A&E is now facing foreclosure on a portfolio of 31 properties after it defaulted on its mortgage and its lender sued for the full balance in January. Eisenberg said the company has continued making loan payments and is “confident this will be resolved in short order.”

“This does not affect the operations of our properties, and we continue to maintain the highest standards for our residents,” he said.

Trouble in Queens

Last week, Gothamist visited one of the four Queens buildings subject to a city lawsuit against Eisenberg and A&E on 34th Street in Astoria. Inside the bathroom of one apartment, water dripped from a hole in the swollen ceiling. A waterlogged wall in the same bathroom squished when pressed. Tenants in the apartment said they did not want to be named in a story out of fear of retaliation from the management company.

The building now has 78 open violations, according to city records — including mold blooms, roach infestations and broken floors. That’s down from 410 when the city first sued A&E and Eisenberg last August. A notice posted in the building’s lobby indicates the property entered the city’s Alternate Enforcement Program in March, subjecting the owner to increased monitoring and penalties for failing to complete necessary repairs.

The four Queens buildings owned by A&E accounted for a total of 1,578 open violations when HPD sued in August, according to the lawsuits. That number is down to 506 as of May 5, according to a review of building data on the agency’s website.

Despite the improvements, city attorney Bryan Daly wrote in a letter to A&E’s lawyer in February that “A&E’s conduct puts tenants at risk, puts our agency in an extremely difficult position and increases costs for New York City taxpayers.”

The company’s attorneys countered that A&E is addressing the violations and complying with the terms of the city’s enforcement program.
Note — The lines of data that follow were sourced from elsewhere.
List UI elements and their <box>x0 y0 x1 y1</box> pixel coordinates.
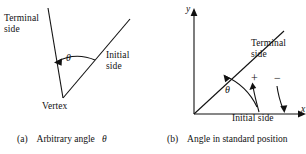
caption-b: (b) Angle in standard position <box>167 134 288 144</box>
caption-b-prefix: (b) <box>167 134 178 144</box>
negative-direction-sign: − <box>274 71 281 86</box>
negative-direction-arc <box>277 86 283 109</box>
terminal-side-ray <box>48 8 63 98</box>
x-axis-label: x <box>301 104 305 115</box>
y-axis-arrowhead <box>191 8 198 16</box>
caption-a: (a) Arbitrary angle θ <box>17 134 107 144</box>
panel-standard-position: y x Terminal side Initial side θ + − (b)… <box>153 0 306 154</box>
caption-a-symbol: θ <box>102 134 107 144</box>
panel-arbitrary-angle: Terminal side Initial side Vertex θ (a) … <box>0 0 153 154</box>
vertex-label: Vertex <box>42 101 67 112</box>
y-axis-label: y <box>186 4 190 15</box>
theta-symbol: θ <box>225 84 230 95</box>
terminal-side-label: Terminal side <box>4 13 39 34</box>
caption-a-prefix: (a) <box>17 134 28 144</box>
positive-direction-sign: + <box>251 71 258 86</box>
caption-b-text: Angle in standard position <box>187 134 288 144</box>
figure-root: Terminal side Initial side Vertex θ (a) … <box>0 0 306 154</box>
theta-symbol: θ <box>66 52 71 63</box>
initial-side-label: Initial side <box>232 113 274 124</box>
initial-side-label: Initial side <box>106 50 129 71</box>
positive-direction-arc <box>253 86 259 112</box>
terminal-side-label: Terminal side <box>251 38 286 59</box>
negative-direction-arrowhead <box>280 105 287 113</box>
panel-b-diagram <box>153 0 306 154</box>
caption-a-text: Arbitrary angle <box>37 134 95 144</box>
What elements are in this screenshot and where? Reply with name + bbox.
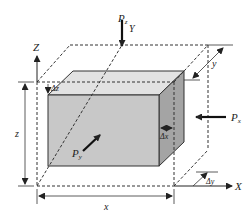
load-px: Px	[196, 111, 242, 125]
dz-label: Δz	[50, 84, 60, 93]
x-dimension-label: x	[103, 201, 109, 212]
x-axis-label: X	[234, 180, 243, 192]
y-dimension-label: y	[211, 58, 217, 69]
block-diagram: Z X Y Pz Px Py z x y Δz	[0, 0, 252, 223]
pz-subscript: z	[124, 18, 128, 26]
y-axis-label: Y	[129, 23, 136, 34]
increment-dz: Δz	[48, 84, 60, 93]
svg-text:Px: Px	[230, 111, 242, 125]
dimension-x: x	[37, 189, 174, 212]
z-axis-label: Z	[33, 41, 40, 53]
increment-dy: Δy	[193, 172, 218, 186]
dimension-z: z	[14, 82, 34, 186]
load-pz: Pz	[117, 12, 128, 46]
px-subscript: x	[237, 117, 242, 125]
solid-block	[48, 71, 184, 166]
block-front-face	[48, 95, 159, 166]
z-dimension-label: z	[14, 128, 19, 139]
dy-label: Δy	[205, 177, 215, 186]
dx-label: Δx	[159, 132, 169, 141]
svg-text:Pz: Pz	[117, 12, 128, 26]
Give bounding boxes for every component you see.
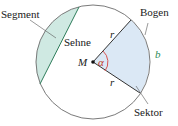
center-label: M [77,56,88,68]
arc-length-label: b [155,48,161,60]
angle-label: α [98,56,104,68]
radius-bottom-label: r [110,76,115,88]
arc-leader [145,23,148,35]
arc-label: Bogen [140,6,169,18]
sector-label: Sektor [134,106,163,118]
segment-label: Segment [1,8,40,20]
chord-label: Sehne [64,36,91,48]
circle-diagram: Segment Sehne Bogen Sektor M r r α b [0,0,178,126]
center-point [91,60,95,64]
radius-top-label: r [110,28,115,40]
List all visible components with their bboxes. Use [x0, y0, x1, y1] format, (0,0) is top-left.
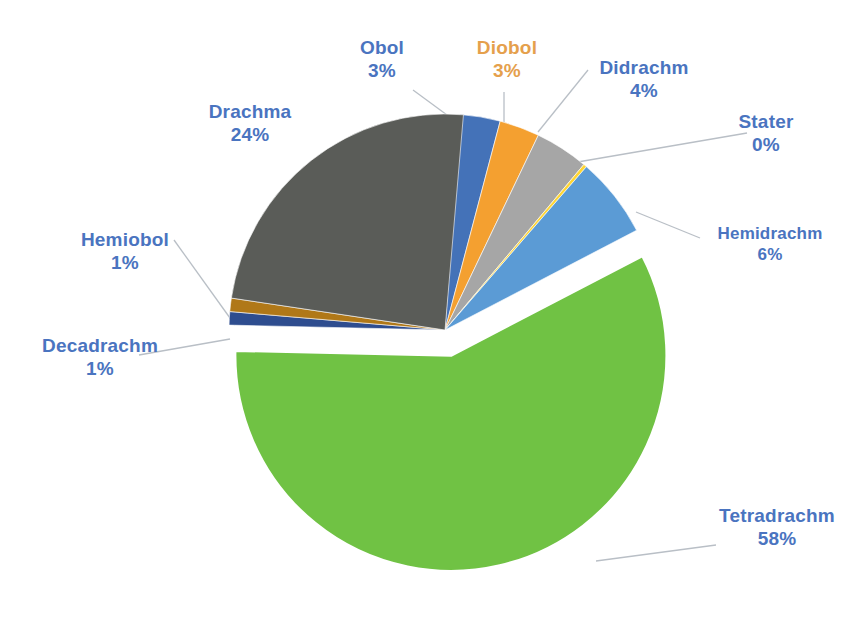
pie-label-obol-percent: 3%: [335, 59, 429, 82]
pie-label-hemidrachm-percent: 6%: [694, 245, 846, 266]
pie-label-decadrachm: Decadrachm 1%: [24, 334, 176, 380]
pie-label-hemiobol-name: Hemiobol: [62, 228, 188, 251]
pie-label-decadrachm-name: Decadrachm: [24, 334, 176, 357]
pie-label-stater-percent: 0%: [718, 133, 814, 156]
pie-label-diobol: Diobol 3%: [455, 36, 559, 82]
pie-label-didrachm-percent: 4%: [578, 79, 710, 102]
pie-label-obol: Obol 3%: [335, 36, 429, 82]
pie-label-tetradrachm-percent: 58%: [700, 527, 854, 550]
pie-label-diobol-name: Diobol: [455, 36, 559, 59]
pie-slice-drachma[interactable]: [231, 114, 463, 330]
pie-label-drachma-name: Drachma: [170, 100, 330, 123]
pie-label-hemiobol: Hemiobol 1%: [62, 228, 188, 274]
pie-label-drachma: Drachma 24%: [170, 100, 330, 146]
pie-label-drachma-percent: 24%: [170, 123, 330, 146]
pie-label-obol-name: Obol: [335, 36, 429, 59]
pie-label-hemidrachm: Hemidrachm 6%: [694, 224, 846, 265]
pie-label-tetradrachm-name: Tetradrachm: [700, 504, 854, 527]
pie-label-diobol-percent: 3%: [455, 59, 559, 82]
pie-label-stater-name: Stater: [718, 110, 814, 133]
pie-label-didrachm-name: Didrachm: [578, 56, 710, 79]
pie-label-stater: Stater 0%: [718, 110, 814, 156]
leader-line-hemidrachm: [636, 212, 700, 238]
pie-label-didrachm: Didrachm 4%: [578, 56, 710, 102]
pie-label-hemiobol-percent: 1%: [62, 251, 188, 274]
pie-chart-canvas: Drachma 24% Obol 3% Diobol 3% Didrachm 4…: [0, 0, 865, 629]
pie-slices: [229, 114, 667, 571]
pie-label-tetradrachm: Tetradrachm 58%: [700, 504, 854, 550]
leader-line-tetradrachm: [596, 545, 716, 561]
pie-label-hemidrachm-name: Hemidrachm: [694, 224, 846, 245]
pie-label-decadrachm-percent: 1%: [24, 357, 176, 380]
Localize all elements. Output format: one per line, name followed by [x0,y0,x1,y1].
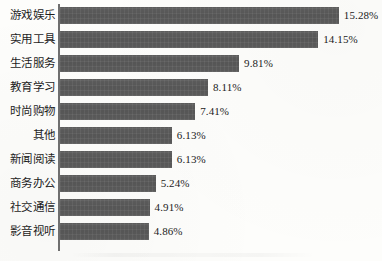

They have asked a judge to remove Eisenberg from the lawsuits.

Previously, Eisenberg tried to go through backchannels to negotiate with city officials, including Carrión, who was then serving as the city’s housing commissioner, according to emails entered into the court record. HPD’s head of litigation rebuffed the negotiation attempt, the emails show.

‘It’s gross’

Cuomo has also received support from Progressive Management, another company the city sued last month. In this case, a housing inspector found the heat wasn’t working at a 36-unit apartment building the company runs in Bedford Stuyvesant and could not access the building boiler. The company did not respond to requests for comment.

Less than three weeks after the lawsuit was filed, Progressive Management gave $25,000 to “Fix the City.”

Tenant organizers say they worry the political contributions could undermine their own efforts to achieve safer housing.

“Big real estate is taking advantage of these tenants and they’re trying to game the system yet again,” said Gabriel Flores, an organizer with the nonprofit Goddard Riverside. “I think it’s gross.”